I have taken the plunge and forked out almost £300 to be listed in the main Edinburgh Fringe brochure.
It has been long four years since I last did this in the naive and often painful days of A Mixed Bag.
It is a lot of money that doesn’t guarantee any audience or anything else, but does increase your chances of getting a review. When I first started comedy, getting a review scared me. Now I don’t really care, it is inevitable that not everyone is going to like me.
I was going to register the show last year, but couldn’t work out the online registration form on a lunch break at work. I also didn’t know if the show was going to work.
Unlike last year, I know that the format of my show does work and also gives me a lot of freedom to piss about with it.
The plan at the moment is to write a new show, but keeping one or two of the bits from last year that worked well. But then if large chunks new stuff does turn out to be rubbish, I at least have some of last year’s material to fall back on.

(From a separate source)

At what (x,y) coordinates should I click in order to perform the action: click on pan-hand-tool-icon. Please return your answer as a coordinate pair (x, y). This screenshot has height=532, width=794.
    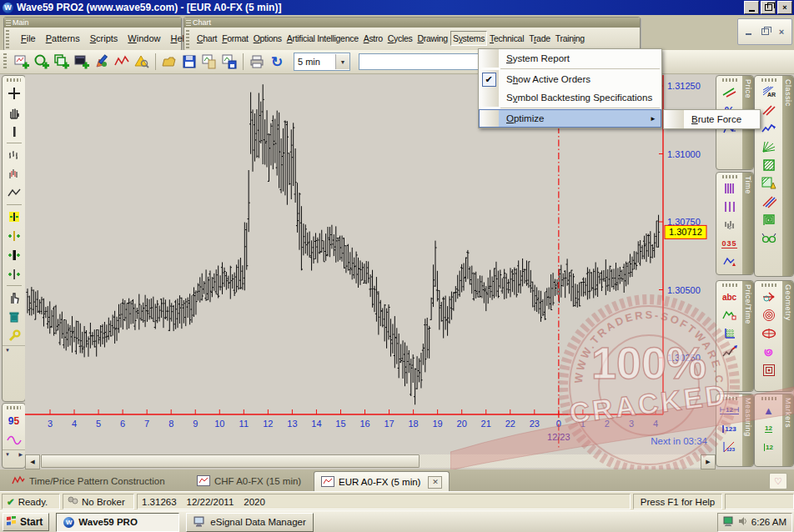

In other news, I chose to further dip into my savings to get a ticket for the Star Wars Secret Cinema. Although it is £80 and a lot of money, I know that if I don’t go then I will regret it. The Back to the Future showing they did a few months ago was mightily impressive and the lure of something similar but with Star Wars proved too much.
However, not everything went according to plan in my ticket purchasing. The first date I tried to buy a ticket for turned out to be sold-out just before I’d entered my payment details. So I quickly clicked through to book up another date and managed to get one, only for the confirmation screen to tell me that I had booked a child’s ticket. To avoid missing out entirely, I booked an adult’s ticket for a month later.
I am now pursuing a refund for the ticket I can’t use and have stated in the letter: “This child’s ticket is no use to me, because I am 30 years old.”